Books

A Cerebral Journey

An ambitious travel book that realigns the global landscape

A Cerebral Journey
info_icon

Admirers of his 1993 bestseller Balkan Ghosts should be warned that The Ends of the Earth is quite a different kind of book. Balkan Ghosts is essentially a memoir, a loving (and well-timed) evocation of the previously obscure places Kaplan had haunted early in his career. The Ends of the Earth is very much an artifact of its moment; hence the subtitle.

The Ends of the Earth is an account of a particular journey of global scope by an experienced, thoughtful and well-informed journalist, at a particular historical moment. It is important to make this observation, because the book's true subject is a cluster of big, complex patterns and truths.

"This is a travel book," writes Kaplan in the preface. "It is concrete to the extent that my ideas arise from personal experience. It is subjective.... It is idiosyncratic.... Think of it as a brief romp through a swath of the globe, in which I try to give personal meaning to the kinds of issues raised in Paul Kennedy's Preparing for the Twenty-first Century."

Kaplan's grim assessment of Africa's prospects was one cause of the uproar over The Coming Anarchy. For the book he revisits West Africa, then moves on to Egypt, Turkey, the Caucasus, Iran and Central Asia, then overland via the Karakoram Highway into Pakistan, before visiting India briefly and moving on to South-east Asia.

Kaplan gives his readers a great deal to think about; he has realigned the global landscape in a startling yet entirely valid way that other writers must take into account. In short, he asks all the right questions—and, not surprisingly, reaches some unsettling conclusions.

With impressive quiet authority, for instance, he remarks: "This was not my first but my 10th trip to Pakistan. I had used it as a rear base to cover the Soviet-Afghan war in the 1980s, and had been almost everywhere in the country. Each time I returned I encountered the same trends: some things were always getting better, and many others even worse.... Pakistan has already become what the former Soviet Union is in danger of becoming: a decomposing polity based more on criminal activities than on effective government."

In a hearteningly bullish chapter on ecological and social regeneration at the Rishi Valley School founded in the 1930s by J. Krishnamurti, Kaplan writes: "Rishi Valley may be less an Indian success story than it is a human success story.

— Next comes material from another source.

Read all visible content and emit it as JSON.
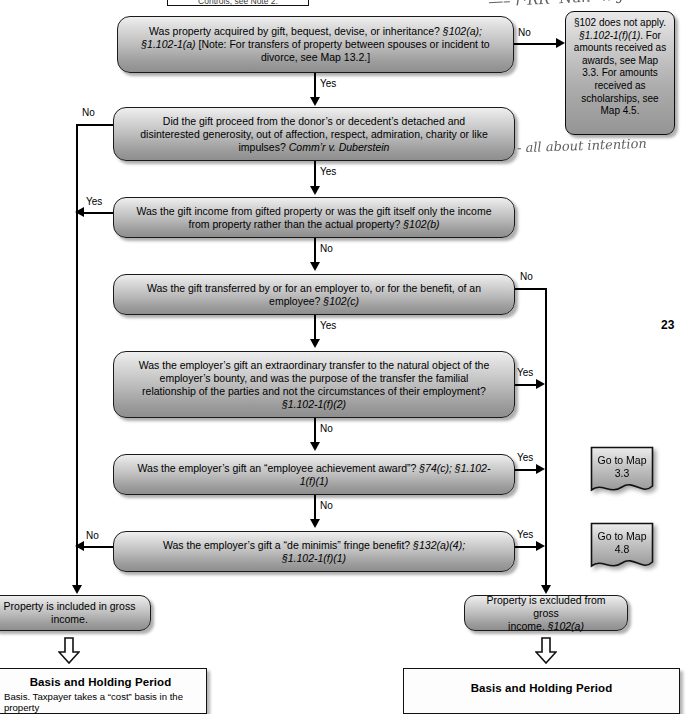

Rishi Valley shows that there is hope, that we as a species will not necessarily destroy ourselves. But it also taught me that if these hopes are to be realised, then solutions must emerge locally."

The book's least strong chapter is on Thailand; a reviewer who lives in Bangkok—and breathes that city's loathsome air—can see that the chapter belongs to a genre of writing by outsiders who are too quick to credit Thailand's alleged economic "success story". But the weakness of the Thai chapter must be assessed in the context of the much greater strength of the book as a whole. At any rate, for now Thailand is more or less a success story, and Kaplan's impressions on arriving there from India (in 1994) will interest Indian readers.

"Thai doctors examined all the Indian Airlines passengers arriving from Calcutta for symptoms of plague before letting us off the plane in Bangkok," he writes. "Disease had helped erect an invisible, if penetrable,wall between sub-Saharan Africa and the rest of the world. Now, while the panic lingered, another wall stood between the Indian subcontinent and Indochina."

It is unfortunate that Kaplan did not visit Myanmar; his thoughts on that blighted land surely would have been most interesting. On the other hand, it's precisely the applicability of his thoughts on Uzbekistan to the plight of Myanmar that best illustrate the scope and great value of what he has done, as well as the troubling nature of the big questions that face the human race as it limps into the 21st century.

Citing Uzbek president Islam Karimov's ugly human rights record, he writes: "Karimov, the Nigerian generals, and others like them are betting that democracy is not the final word in political evolution. The West believes they are wrong. But what if they are right, or even partly right—in their cases? For us it's a matter of principle; for tens of millions threatened by the spectre of civil conflict, it is a matter of life and death."